Ratinath Ki Chachi (Ratinath's Aunt), his novel in Hindi is considered by critics as ‘one of the most realistic--and feminist--novels in Hindi.’ This novel depicts adulterous carnality and foeticide, but it is a rich conjuring - up of Maithil society, culture and ecology, interspersed with irony and humour so characteristic of the region.
Balchanma his second novel in Hindi, was published in 1952. This novel also depicts the social reality telling the harrowing tale of abject poverty and naked exploitation, it promises liberation to such rebellious youngster as Balchanma only to end in his brutal murder by the mercenaries hired by the upper-caste kulaks and landowners.
Varun ke Bete (The Sons of the Water-God Varuna), written in 1954 and published in 1956, is yet another unconventional work. It is a story of the (low-caste) village fishermen fighting for their fishing rights and trying to form a fishermen's cooperative.

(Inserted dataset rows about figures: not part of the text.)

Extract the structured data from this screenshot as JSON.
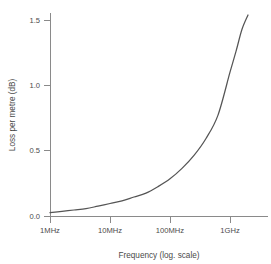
{
  "chart_data": {
    "type": "line",
    "title": "",
    "subtitle": "",
    "xlabel": "Frequency (log. scale)",
    "ylabel": "Loss per metre (dB)",
    "x_scale": "log",
    "y_scale": "linear",
    "grid": false,
    "legend": null,
    "x_tick_labels": [
      "1MHz",
      "10MHz",
      "100MHz",
      "1GHz"
    ],
    "x_tick_values": [
      1000000,
      10000000,
      100000000,
      1000000000
    ],
    "y_tick_labels": [
      "0.0",
      "0.5",
      "1.0",
      "1.5"
    ],
    "y_tick_values": [
      0.0,
      0.5,
      1.0,
      1.5
    ],
    "xlim": [
      1000000,
      1600000000
    ],
    "ylim": [
      0.0,
      1.6
    ],
    "series": [
      {
        "name": "Loss per metre",
        "color": "#555555",
        "x_decades": [
          0.0,
          0.2,
          0.4,
          0.6,
          0.8,
          1.0,
          1.2,
          1.4,
          1.6,
          1.8,
          2.0,
          2.2,
          2.4,
          2.6,
          2.8,
          3.0,
          3.1,
          3.2,
          3.3
        ],
        "x_labels": [
          "1MHz",
          "1.6MHz",
          "2.5MHz",
          "4MHz",
          "6.3MHz",
          "10MHz",
          "16MHz",
          "25MHz",
          "40MHz",
          "63MHz",
          "100MHz",
          "160MHz",
          "250MHz",
          "400MHz",
          "630MHz",
          "1GHz",
          "1.26GHz",
          "1.6GHz",
          "2GHz"
        ],
        "values": [
          0.03,
          0.04,
          0.05,
          0.06,
          0.08,
          0.1,
          0.12,
          0.15,
          0.18,
          0.23,
          0.29,
          0.37,
          0.47,
          0.6,
          0.78,
          1.11,
          1.27,
          1.44,
          1.55
        ]
      }
    ],
    "annotations": []
  },
  "axis": {
    "y_title": "Loss per metre (dB)",
    "x_title": "Frequency (log. scale)"
  },
  "colors": {
    "curve": "#555555",
    "axis": "#8a8a8a",
    "text": "#4a4a4a",
    "background": "#ffffff"
  }
}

Nagarjun wrote 13 novels, 11 in Hindi and two in Maithili, and each of them centres around a socio-economic-political theme, making him one of the most 'programmatic' novelists in Indian literature. His stories are invariably set in rural or semi-urban Bihar and tell the story of the downtrodden and the exploited, amongst them women and children.
Vishnu Khare while writing on his death wrote, “Nagarjun remains predominantly a poet of politics and people, of the peasantry and of the proletariat. He was angrier than any angry young poet but also possessed a typically robust Maithil-Bihari sense of humour and savage satire… His poetry and fiction are polyphonic; they have more than one sub-text and can be read as subaltern sociology and history but there is nothing subordinate about them--they belong to the real, dominant mainstream of Hindi literature. On the other hand, he is at core a vulnerable individual, with love, yearning, guilt and tenderness, tormenting and ennobling his soul. Its inner demons turned him into a tireless traveller--he was no profligate philanderer…To those who read him, he is a deeply committed humanist with a rare mastery over language(s), style and craft. Now that the canonised and mobbed "Baba" is gone, one hopes that his devotees will turn to his works where he lives as the ever- readable, relevant and breathless Nagarjun.”